Published: 2026-06-16 21:25:20 IST
Overwhelm has a way of becoming absolute. When the inbox is full, someone needs an answer, the body is tired, and the mind is racing, it can feel as if your whole being has turned into pressure. In that state, we do not usually say, âThere is stress present.â We say, âI am a mess. I am drowning. I cannot handle this.â The feeling does not merely visit us. It claims to define us.
One of the gentlest insights in Advaita is that this feeling, however strong, is still something known. It is appearing in awareness. That may sound abstract at first, but it becomes practical very quickly. If you can notice that you are overwhelmed, then something in you is already not identical to the overwhelm. The storm is real, but it is being witnessed.
This is the doorway to what many traditions call witness consciousness. The witness is not a cold observer standing far away from life. It is the simple fact of aware presence. It is the quiet knowing in which thoughts, emotions, sensations, and events come and go. It does not need to fight experience. It only needs to be recognized.
Think about a familiar moment. Perhaps you are switching between messages, one task is late, another person is disappointed, and your own inner voice has become sharp and impatient. In the middle of that, a sentence appears in the mind: âI am completely overwhelmed.â Usually the story stops there. But if you slow down even slightly, another question becomes possible: What knows this feeling right now?
That question is not meant to produce a clever answer. It is meant to turn attention around. The mind is used to looking at the content of experience: the problem, the deadline, the memory, the fear. Self-inquiry, in a simple daily form, asks you to notice the knower as well. Not as an object, not as a new belief, but as the clear fact that experience is being known.
At first, you may only get a brief taste. There is the tight chest, the racing thought, the pressure in the jawâand at the same time there is an undeniable awareness of all that. That awareness is not rushing. It is not panicking. It is not improved or damaged by the speed of the mind. It is simply present.
This does not mean your responsibilities disappear. Advaita is often misunderstood as a way of dismissing human life. But real insight does the opposite. When you stop taking every passing mental state as your entire identity, you can respond more intelligently. You still answer the email. You still make the phone call. You still apologize, rest, decide, or act. But the action comes from a little more space and a little less panic.
That space matters. Most suffering in a busy day comes from fusion. We fuse with the thought, âEverything is too much.â We fuse with the emotion, âI cannot do this.â We fuse with the role, âI must hold all of this together or everything will collapse.â Witness consciousness loosens that fusion. It does not deny difficulty. It reminds you that difficulty is being experienced, not becoming the whole truth of what you are.
A small practice can help. The next time you feel overloaded, do not begin by trying to become peaceful. That often turns into another demand. Instead, pause for ten seconds and notice three things. First, name what is here in plain language: âtightness,â âracing,â âpressure,â âfear,â âfatigue.â Second, ask quietly, âWhat is aware of this?â Third, rest for one breath without trying to solve anything. Just let awareness and experience be present together.
You may find that nothing dramatic happens, and that is fine. The point is not a spiritual performance. The point is disidentification. Even a small shift from âI am overwhelmâ to âoverwhelm is being noticedâ can reduce reactivity. It can soften the inner violence that comes from treating every difficult state as a final verdict on who you are.
Over time, this changes the texture of ordinary life. In relationships, you become less likely to speak from pure emotional weather. At work, you waste less energy arguing with the fact that a hard moment is hard. In your own inner life, you begin to trust that awareness is available before the mind becomes tidy, noble, or calm. That is deeply relieving, because most of life is not lived under perfect conditions.
The witness is not somewhere far away waiting for a retreat, a silent room, or a better version of you. It is here in the supermarket line, in the car, between meetings, during conflict, and while washing dishes with a tired mind. The recognition can happen in the middle of a real day, not after the day becomes ideal.
So the next time overwhelm arrives, you do not need to argue with it or romanticize it. You can meet it with honesty and one clean question: What notices this? Stay there for a moment. Not in theory, but in direct experience. The answer is not a sentence. It is the open, aware presence that has been here all along.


| What the exercise asks |
Within the entries below, find every line that has the string "cameroon", then copy it.

| Exercise data |

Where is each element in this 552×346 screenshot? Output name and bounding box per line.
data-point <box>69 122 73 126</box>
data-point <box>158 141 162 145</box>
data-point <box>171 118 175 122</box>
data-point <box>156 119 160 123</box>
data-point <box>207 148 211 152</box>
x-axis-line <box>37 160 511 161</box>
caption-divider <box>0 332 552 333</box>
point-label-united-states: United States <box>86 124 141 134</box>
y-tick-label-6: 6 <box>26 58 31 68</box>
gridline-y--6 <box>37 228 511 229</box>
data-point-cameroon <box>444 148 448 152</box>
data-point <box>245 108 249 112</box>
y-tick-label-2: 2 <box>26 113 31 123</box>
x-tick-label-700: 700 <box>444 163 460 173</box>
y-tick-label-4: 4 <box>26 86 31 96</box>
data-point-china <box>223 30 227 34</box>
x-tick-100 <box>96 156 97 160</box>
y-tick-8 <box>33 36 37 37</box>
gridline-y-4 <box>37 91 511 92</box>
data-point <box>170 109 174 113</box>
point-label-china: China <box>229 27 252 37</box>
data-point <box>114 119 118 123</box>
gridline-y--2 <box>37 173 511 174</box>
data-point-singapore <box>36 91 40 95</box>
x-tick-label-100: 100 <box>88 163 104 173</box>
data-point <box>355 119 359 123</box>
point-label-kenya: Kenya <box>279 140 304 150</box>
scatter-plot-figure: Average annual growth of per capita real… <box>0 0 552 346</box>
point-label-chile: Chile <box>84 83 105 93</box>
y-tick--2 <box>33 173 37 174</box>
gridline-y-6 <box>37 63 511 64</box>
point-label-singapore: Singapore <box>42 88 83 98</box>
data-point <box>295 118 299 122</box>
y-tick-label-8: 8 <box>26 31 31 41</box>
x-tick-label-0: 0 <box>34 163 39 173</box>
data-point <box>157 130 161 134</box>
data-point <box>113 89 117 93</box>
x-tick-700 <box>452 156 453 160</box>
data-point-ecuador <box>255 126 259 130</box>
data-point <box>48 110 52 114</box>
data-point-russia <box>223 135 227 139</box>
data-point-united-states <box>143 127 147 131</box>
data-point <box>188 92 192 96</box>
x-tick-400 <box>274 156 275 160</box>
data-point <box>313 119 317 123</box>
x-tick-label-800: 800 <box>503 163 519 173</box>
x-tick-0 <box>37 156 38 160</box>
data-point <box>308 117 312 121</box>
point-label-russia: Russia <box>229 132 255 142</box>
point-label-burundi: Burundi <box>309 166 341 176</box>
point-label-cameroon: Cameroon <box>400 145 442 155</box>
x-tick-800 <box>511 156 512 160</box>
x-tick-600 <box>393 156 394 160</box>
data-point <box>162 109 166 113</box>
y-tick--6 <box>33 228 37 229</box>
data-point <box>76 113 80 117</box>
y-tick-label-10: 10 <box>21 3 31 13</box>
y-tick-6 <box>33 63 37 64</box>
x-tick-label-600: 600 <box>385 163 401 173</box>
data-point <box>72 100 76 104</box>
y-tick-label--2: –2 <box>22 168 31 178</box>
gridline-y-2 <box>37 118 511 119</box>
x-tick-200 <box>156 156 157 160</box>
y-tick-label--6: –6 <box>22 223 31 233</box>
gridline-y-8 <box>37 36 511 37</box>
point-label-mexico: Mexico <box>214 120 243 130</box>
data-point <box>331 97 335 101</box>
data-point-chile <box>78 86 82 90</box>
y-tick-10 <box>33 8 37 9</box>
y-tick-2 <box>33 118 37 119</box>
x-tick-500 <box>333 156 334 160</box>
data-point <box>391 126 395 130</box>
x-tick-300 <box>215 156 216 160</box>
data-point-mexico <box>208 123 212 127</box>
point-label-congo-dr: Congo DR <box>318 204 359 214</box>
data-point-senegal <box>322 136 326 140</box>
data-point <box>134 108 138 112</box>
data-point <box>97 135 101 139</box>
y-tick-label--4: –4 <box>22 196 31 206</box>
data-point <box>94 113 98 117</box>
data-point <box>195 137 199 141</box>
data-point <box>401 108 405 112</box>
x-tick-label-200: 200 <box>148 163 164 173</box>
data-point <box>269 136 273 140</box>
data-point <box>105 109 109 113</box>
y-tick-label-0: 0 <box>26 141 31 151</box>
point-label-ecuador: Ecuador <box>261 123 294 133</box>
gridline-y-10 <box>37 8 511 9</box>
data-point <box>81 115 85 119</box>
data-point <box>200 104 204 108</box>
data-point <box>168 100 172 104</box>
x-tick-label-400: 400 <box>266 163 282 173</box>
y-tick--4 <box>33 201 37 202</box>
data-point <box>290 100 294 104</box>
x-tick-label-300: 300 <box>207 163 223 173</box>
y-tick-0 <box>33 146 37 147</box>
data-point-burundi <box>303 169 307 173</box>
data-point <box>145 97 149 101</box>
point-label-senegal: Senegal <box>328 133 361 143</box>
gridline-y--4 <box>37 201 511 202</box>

| Solution to this exercise |
data-point-cameroon <box>444 148 448 152</box>
point-label-cameroon: Cameroon <box>400 145 442 155</box>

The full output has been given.